• LISTED RECORDS:
+++

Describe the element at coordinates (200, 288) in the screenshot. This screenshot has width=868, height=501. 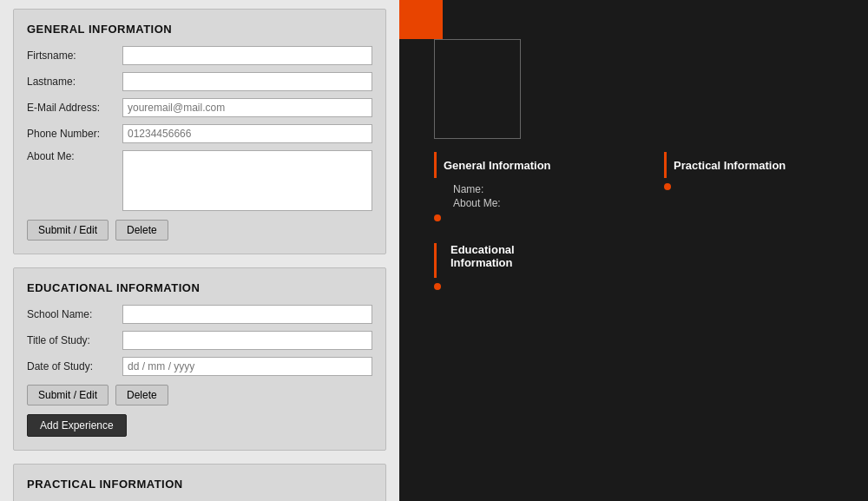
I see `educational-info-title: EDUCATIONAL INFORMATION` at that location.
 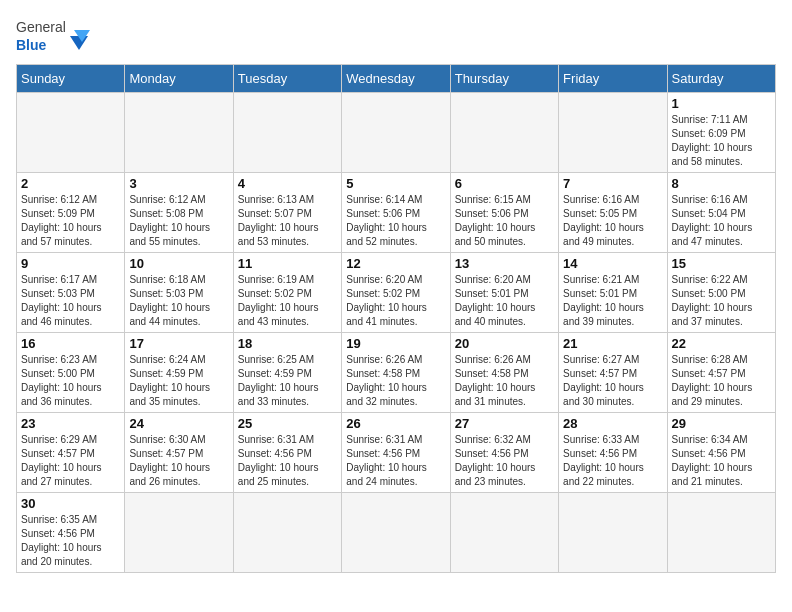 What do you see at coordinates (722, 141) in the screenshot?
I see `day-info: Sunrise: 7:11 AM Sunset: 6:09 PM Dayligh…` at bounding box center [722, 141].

+++

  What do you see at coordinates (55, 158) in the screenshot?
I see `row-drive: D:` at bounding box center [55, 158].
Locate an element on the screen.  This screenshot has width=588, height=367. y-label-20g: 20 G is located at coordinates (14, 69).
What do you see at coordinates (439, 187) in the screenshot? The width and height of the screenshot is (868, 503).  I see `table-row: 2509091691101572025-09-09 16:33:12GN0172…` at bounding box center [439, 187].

+++

• WHAT TO DO:
Retype, exactly and in full, the lines above from the one containing "Locate an element" through the one containing "What do you see at coordinates (439, 187)".

• RESPONSE TO THE TASK:
Locate an element on the screen.  This screenshot has width=588, height=367. y-label-20g: 20 G is located at coordinates (14, 69).
What do you see at coordinates (439, 187) in the screenshot? The width and height of the screenshot is (868, 503).  I see `table-row: 2509091691101572025-09-09 16:33:12GN0172…` at bounding box center [439, 187].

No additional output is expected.